The conscious attempt to weave together the Hellenic and scriptural traditions
is not particular to Paul, and is not reserved to logic. Another typical example can be
seen in the works of the ninth-century physician Seharbokht, the son of Mesargis,
who is probably to be identified as MÁsarjawaih of the Arabic texts. As Gerrit Reinink
52 See, for instance, the reaction of Ibn Íazm's Jewish interlocutors, cf. J. van Ess,
‘Disputationspraxis in der islamischen Theologie, eine vorläufige Skizze,’ Revue des
Etudes Islamiques, 44 (1976), pp. 23–60, especially p. 47; S. Stroumsa, Freethinkers
of Medieval Islam: Ibn al-RÁwandÐ, AbÙ Bakr al-RÁzÐ, and Their Impact on Islamic
Thought, Leiden 1999, p. 108.
53 See, for instance, Saadia's introduction to his KitÁb al-amÁnÁt wa'l-iÝtiqÁdÁt, where
iÝtiqÁd—reasoned and understood knowledge—is presented as superior to
unquestioned belief.
(forthcoming)
has suggested, ‘one of the main reasons why Seharbokht made medicine the ally of
theology in his biblical commentaries and teaching may have been his intention to
demonstrate that his Christian religion was in perfect harmony with Greek science,
and that Scripture in no way conflicted with reason and Greek wisdom.’54
Indeed,
both Seharbokht and MÁsarjawaih before him belonged to the school of medicine in
Jundishapur, a school that, as Reinink shows, has its roots in the fifth and even fourth
centuries. Seharbokht, like Paul, testifies to the continuous study of theology and
science by the Christian Nestorians, in Nisibis as well as in Jundishapur.55
Conclusion
The wave of translations of Greek texts to Arabic, known as the ‘Arabic translation
movement,’ is often presented as one round in a relay race that carried the legacy of
Greek antiquity onwards, up to our own libraries. This is not a good way of seeing it,
nor is it Gutas's, but it has left its mark in our tendency to see the translation
movement in terms of a single or at least a main line of transmission. The scholarly
philological tradition which demanded supervised transmission from master to
disciple also encouraged the linear narrative, and it is predominant already in the
Arabic sources. In the older classical narrative, the line passed from the Greek to the
Syriac Christians, and from them to the Muslims. In Gutas's account it is the Persians
who form the main link in this line. As mentioned above, Gutas’s analysis has been
widely accepted, and with it his emphasis on the centrality of the Sasanian impact and
54 Gerrit J. Reinink, ‘Theology and Medicine in Jundishapur: Cultural Change
in the Nestorian School Tradition,’ in Alasdair A. MacDonald et al. (eds.),
Learned Antiquity: Scholarship and Society in the Near East, the Greco-Roman
World, and the Early Medieval West, Leuven 2003, pp. 163–174, especially pp.
170–171.
55 On the Syriac schools of exegesis, see Teixidor (above, note 44), pp. 25, 28–
29; and see Becker, Fear of God (above, note 4), p. 129.
(forthcoming)
the tendency to play down Christian or Byzantine influences.56
Cultural transmission,
however, even when bound to manuscripts and regulated by schools, moves in more
diffuse ways.57
For the extraordinary burst of energy that characterizes the translation
movement, more than one factor was required, and highlighting the Iranian role need
not obliterate the contribution of the Christians. After all, many Iranians were
Christians. What made the movement possible is precisely the accumulation of
several factors, and the fact that the interests and the often contradictory drives of the
major intellectual components of the society coincided.

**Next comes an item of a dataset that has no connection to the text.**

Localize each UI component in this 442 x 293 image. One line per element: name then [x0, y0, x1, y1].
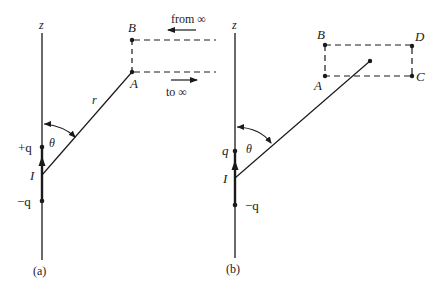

56 For a penetrating criticism of overemphasis of the Sasanian element, and for a
discussion of Gutas’s influence, see Mavroudi, ‘An Umayyad Bath’ (above, note 20),
especially pp. 734–738.
57 This point is forcefully argued by Saliba in his critique of the ‘classical narrative.’
He emphasizes, for example, the creative process that accompanied the translation
process; see Islamic Science (above, note 2), p. 18.